There is no need for a conspiracy to explain why the Christ Myth Theory is excluded from public sight, any more than people in the Middle Ages conspired to assert the earth was flat. Ignorant people just assume their belief is true and ignore anyone who thinks differently, especially when the belief is important for their religion. Many believers regard questioning the historical existence of Jesus Christ as personally offensive.
Let's go back to Ant's famous three criteria:
1. Independent attestation - (maintains that traditions that are attested independently by more than one source are more likely to be reliable than those found in only one source.)
There is none. As I linked before, and as Ant ignored, Church Fathers discussed the very section of writing by Josephus which presents the only claimed first century independent attestation of Christ, but they did not notice the famous mention of Jesus, even though they would have been all over it like a rash if it were there. This "attestation" was not added for three hundred years, and the reason Eusebius forged the Josephus text about Jesus was simply because it was so very embarrassing for church liars that they had no independent attestation for this guy who was supposedly famed far and wide, publicly crucified as King of the Jews, etc ad pukem.
The Gospels are not independent of each other, any more than various different books by L Ron Hubbard and his acolytes or by the Mormon Church are independent of each other.
By contrast, Plato is completely independent of Aristophanes as contemporary attestation of Socrates. Nothing remotely comparable exists for Jesus. Put that in your pipe and smoke it.
criterion of dissimilarity - traditions that appear to work against the vested interests of the Christians who were telling them are more likely to be historically accurate than those that Christians may have “made up” to suit their own purposes.
This argument was used by Christopher Hitchens to say that he found it incredible that the Gospels include stories that some might think put Jesus in a less than perfect light, and that these texts are evidence that Jesus existed. They are nothing of the sort.
Sir Lancelot of the Lake has an extensive legend of his madness, but that is not evidence for Lancelot any more than the madness of Don Quixote is evidence for historicity. The stated objective of the story of Jesus is to encourage belief. As such, quirky details add to his humanity. People can relate to a character who is unpredictable. This criterion is garbage as far as any real historical evidence is concerned.
But there is one sense in which this criterion is true. Eusebius was a Liar for the Lord. Revealing this deception is against the vested interest of the church, but is obviously historically accurate.
criterion of contextual credibility - argues that no tradition about Jesus can be accepted as reliable if it cannot plausibly be situated in a first-century Jewish Palestinian context
In that case you have to junk the whole New Testament on grounds of implausibility. It refers to Nazareth, which did not exist when Jesus lived. Paul never mentions any geographical location for Jesus. The context Paul provides is mythic, not historical.
Now Ant, you have cited these criteria as supposedly supportive of the Historical Jesus hypothesis. In fact, they support the Christ Myth hypothesis. The decisive fact is that Christianity was generated by a cult, just like Scientology or Mormonism. We know both of those are entirely fictional, but are somehow emotionally attractive to large numbers of otherwise intelligent people. Even Mitt Romney looks shifty and implies that hey everyone believes kooky things when pressed (or so I am told).
Sadly, scholarly research about Jesus is mostly far from rigorous. People who have grown up in a cult where JC was their bestest friend are brainwashed, and they bring this rinse cycle in at the foundation of their research, as an assumption that they do not question. They also know that universities and theological colleges are corrupt, and that anyone who is honest about the real evidence on Jesus has little hope of career advancement, so they internalise the prejudices of the community.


Task goal
The entries below are to be transcribed in full, without their images.

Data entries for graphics
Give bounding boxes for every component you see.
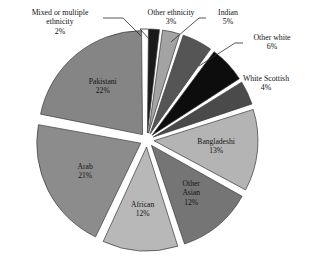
pie-label-other-asian: OtherAsian12% [182, 179, 200, 206]
callout-white-scottish-percent: 4% [228, 83, 304, 92]
callout-other-ethnicity: Other ethnicity 3% [133, 8, 209, 27]
callout-mixed-label-line2: ethnicity [46, 17, 73, 26]
callout-indian-label: Indian [218, 8, 238, 17]
callout-indian: Indian 5% [206, 8, 250, 27]
callout-other-ethnicity-label: Other ethnicity [148, 8, 195, 17]
callout-mixed-label-line1: Mixed or multiple [32, 8, 89, 17]
callout-other-white: Other white 6% [239, 33, 305, 52]
callout-other-white-label: Other white [253, 33, 290, 42]
callout-white-scottish-label: White Scottish [243, 74, 289, 83]
callout-other-ethnicity-percent: 3% [133, 17, 209, 26]
callout-mixed-percent: 2% [12, 27, 108, 36]
pie-chart-figure: Bangladeshi13%OtherAsian12%African12%Ara… [0, 0, 309, 259]
callout-other-white-percent: 6% [239, 42, 305, 51]
pie-label-arab: Arab21% [78, 162, 93, 180]
callout-indian-percent: 5% [206, 17, 250, 26]
callout-white-scottish: White Scottish 4% [228, 74, 304, 93]
callout-mixed-or-multiple-ethnicity: Mixed or multiple ethnicity 2% [12, 8, 108, 36]
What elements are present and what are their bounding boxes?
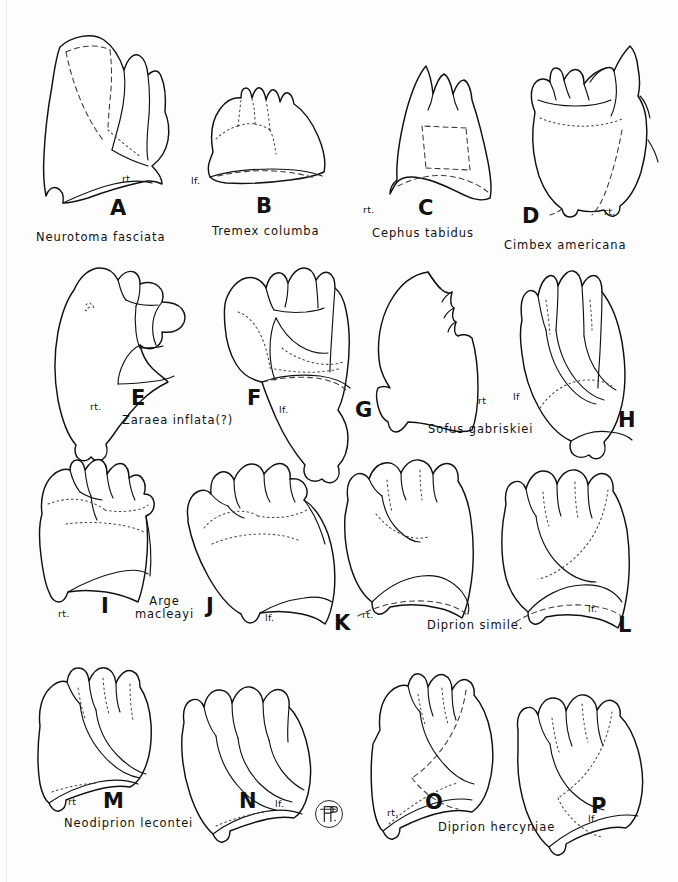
specimen-side-L: lf. [588, 604, 597, 614]
specimen-letter-J: J [206, 596, 214, 617]
specimen-drawing-B [209, 88, 325, 184]
specimen-letter-C: C [418, 198, 434, 219]
specimen-drawing-E [55, 268, 185, 461]
specimen-drawing-C [390, 66, 491, 200]
specimen-species-K: Diprion simile. [427, 620, 523, 632]
specimen-side-B: lf. [191, 176, 200, 186]
specimen-letter-B: B [256, 196, 273, 217]
specimen-side-P: lf. [588, 814, 597, 824]
specimen-side-G: rt [478, 396, 486, 406]
specimen-drawing-N [182, 687, 311, 842]
specimen-species-O: Diprion hercyniae [438, 822, 555, 834]
specimen-drawing-H [521, 271, 633, 459]
illustration-plate: A Neurotoma fasciata rt. B Tremex columb… [0, 0, 678, 882]
specimen-drawings [0, 0, 678, 882]
specimen-letter-O: O [425, 792, 443, 813]
specimen-drawing-F [224, 268, 350, 483]
specimen-drawing-G [377, 272, 479, 432]
specimen-species-G: Sofus gabriskiei [428, 424, 533, 436]
specimen-letter-N: N [239, 791, 257, 812]
specimen-side-F: lf. [279, 405, 288, 415]
specimen-species-C: Cephus tabidus [372, 228, 474, 240]
specimen-species-M: Neodiprion lecontei [64, 818, 193, 830]
specimen-drawing-L [502, 470, 629, 628]
specimen-species-B: Tremex columba [212, 226, 319, 238]
specimen-drawing-M [38, 668, 151, 811]
specimen-drawing-A [44, 36, 169, 203]
specimen-side-A: rt. [122, 174, 134, 184]
specimen-letter-M: M [103, 791, 124, 812]
specimen-species-E: Zaraea inflata(?) [122, 415, 233, 427]
specimen-drawing-D [531, 46, 658, 217]
specimen-letter-A: A [110, 198, 127, 219]
specimen-letter-G: G [355, 400, 373, 421]
specimen-side-N: lf. [275, 799, 284, 809]
specimen-drawing-I [40, 459, 155, 602]
specimen-side-C: rt. [363, 205, 375, 215]
specimen-letter-H: H [618, 410, 636, 431]
specimen-side-E: rt. [90, 402, 102, 412]
specimen-side-H: lf [513, 392, 520, 402]
specimen-side-O: rt. [387, 808, 399, 818]
specimen-letter-D: D [522, 206, 540, 227]
specimen-letter-I: I [101, 596, 109, 617]
specimen-species-I: Arge macleayi [135, 595, 194, 621]
artist-monogram-icon [315, 800, 343, 828]
specimen-letter-K: K [334, 613, 351, 634]
specimen-side-I: rt. [58, 609, 70, 619]
specimen-side-J: lf. [265, 613, 274, 623]
specimen-letter-F: F [247, 388, 262, 409]
specimen-drawing-K [345, 460, 473, 618]
specimen-side-K: rt. [362, 610, 374, 620]
specimen-side-M: rt [68, 797, 76, 807]
specimen-side-D: rt. [604, 207, 616, 217]
specimen-letter-E: E [131, 388, 146, 409]
specimen-letter-L: L [618, 615, 632, 636]
specimen-species-A: Neurotoma fasciata [36, 232, 165, 244]
specimen-species-D: Cimbex americana [504, 240, 626, 252]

Exercise output
Give bounding boxes for every component you see.
pie-label-other-asian: OtherAsian12% [182, 179, 200, 206]
callout-white-scottish-percent: 4% [228, 83, 304, 92]
callout-other-ethnicity: Other ethnicity 3% [133, 8, 209, 27]
callout-mixed-label-line2: ethnicity [46, 17, 73, 26]
callout-indian-label: Indian [218, 8, 238, 17]
callout-indian: Indian 5% [206, 8, 250, 27]
callout-other-ethnicity-label: Other ethnicity [148, 8, 195, 17]
callout-mixed-label-line1: Mixed or multiple [32, 8, 89, 17]
callout-other-white: Other white 6% [239, 33, 305, 52]
callout-other-white-label: Other white [253, 33, 290, 42]
callout-white-scottish-label: White Scottish [243, 74, 289, 83]
callout-other-ethnicity-percent: 3% [133, 17, 209, 26]
callout-mixed-percent: 2% [12, 27, 108, 36]
pie-chart-figure: Bangladeshi13%OtherAsian12%African12%Ara… [0, 0, 309, 259]
callout-other-white-percent: 6% [239, 42, 305, 51]
pie-label-arab: Arab21% [78, 162, 93, 180]
callout-indian-percent: 5% [206, 17, 250, 26]
callout-white-scottish: White Scottish 4% [228, 74, 304, 93]
callout-mixed-or-multiple-ethnicity: Mixed or multiple ethnicity 2% [12, 8, 108, 36]
What elements are present and what are their bounding boxes?
specimen-side-L: lf. [588, 604, 597, 614]
specimen-letter-J: J [206, 596, 214, 617]
specimen-drawing-B [209, 88, 325, 184]
specimen-letter-C: C [418, 198, 434, 219]
specimen-drawing-E [55, 268, 185, 461]
specimen-drawing-C [390, 66, 491, 200]
specimen-species-K: Diprion simile. [427, 620, 523, 632]
specimen-side-B: lf. [191, 176, 200, 186]
specimen-letter-B: B [256, 196, 273, 217]
specimen-side-P: lf. [588, 814, 597, 824]
specimen-side-G: rt [478, 396, 486, 406]
specimen-drawing-N [182, 687, 311, 842]
specimen-species-O: Diprion hercyniae [438, 822, 555, 834]
specimen-drawing-H [521, 271, 633, 459]
illustration-plate: A Neurotoma fasciata rt. B Tremex columb… [0, 0, 678, 882]
specimen-drawings [0, 0, 678, 882]
specimen-letter-O: O [425, 792, 443, 813]
specimen-drawing-F [224, 268, 350, 483]
specimen-drawing-G [377, 272, 479, 432]
specimen-species-G: Sofus gabriskiei [428, 424, 533, 436]
specimen-letter-N: N [239, 791, 257, 812]
specimen-side-F: lf. [279, 405, 288, 415]
specimen-species-C: Cephus tabidus [372, 228, 474, 240]
specimen-species-M: Neodiprion lecontei [64, 818, 193, 830]
specimen-drawing-L [502, 470, 629, 628]
specimen-species-B: Tremex columba [212, 226, 319, 238]
specimen-drawing-M [38, 668, 151, 811]
specimen-drawing-A [44, 36, 169, 203]
specimen-side-A: rt. [122, 174, 134, 184]
specimen-letter-M: M [103, 791, 124, 812]
specimen-species-E: Zaraea inflata(?) [122, 415, 233, 427]
specimen-drawing-D [531, 46, 658, 217]
specimen-letter-A: A [110, 198, 127, 219]
specimen-letter-G: G [355, 400, 373, 421]
specimen-side-N: lf. [275, 799, 284, 809]
specimen-drawing-I [40, 459, 155, 602]
specimen-side-C: rt. [363, 205, 375, 215]
specimen-letter-H: H [618, 410, 636, 431]
specimen-side-E: rt. [90, 402, 102, 412]
specimen-side-H: lf [513, 392, 520, 402]
specimen-side-O: rt. [387, 808, 399, 818]
specimen-letter-D: D [522, 206, 540, 227]
specimen-letter-I: I [101, 596, 109, 617]
specimen-species-I: Arge macleayi [135, 595, 194, 621]
artist-monogram-icon [315, 800, 343, 828]
specimen-letter-K: K [334, 613, 351, 634]
specimen-side-I: rt. [58, 609, 70, 619]
specimen-side-J: lf. [265, 613, 274, 623]
specimen-letter-F: F [247, 388, 262, 409]
specimen-drawing-K [345, 460, 473, 618]
specimen-side-K: rt. [362, 610, 374, 620]
specimen-side-M: rt [68, 797, 76, 807]
specimen-side-D: rt. [604, 207, 616, 217]
specimen-letter-E: E [131, 388, 146, 409]
specimen-letter-L: L [618, 615, 632, 636]
specimen-species-A: Neurotoma fasciata [36, 232, 165, 244]
specimen-species-D: Cimbex americana [504, 240, 626, 252]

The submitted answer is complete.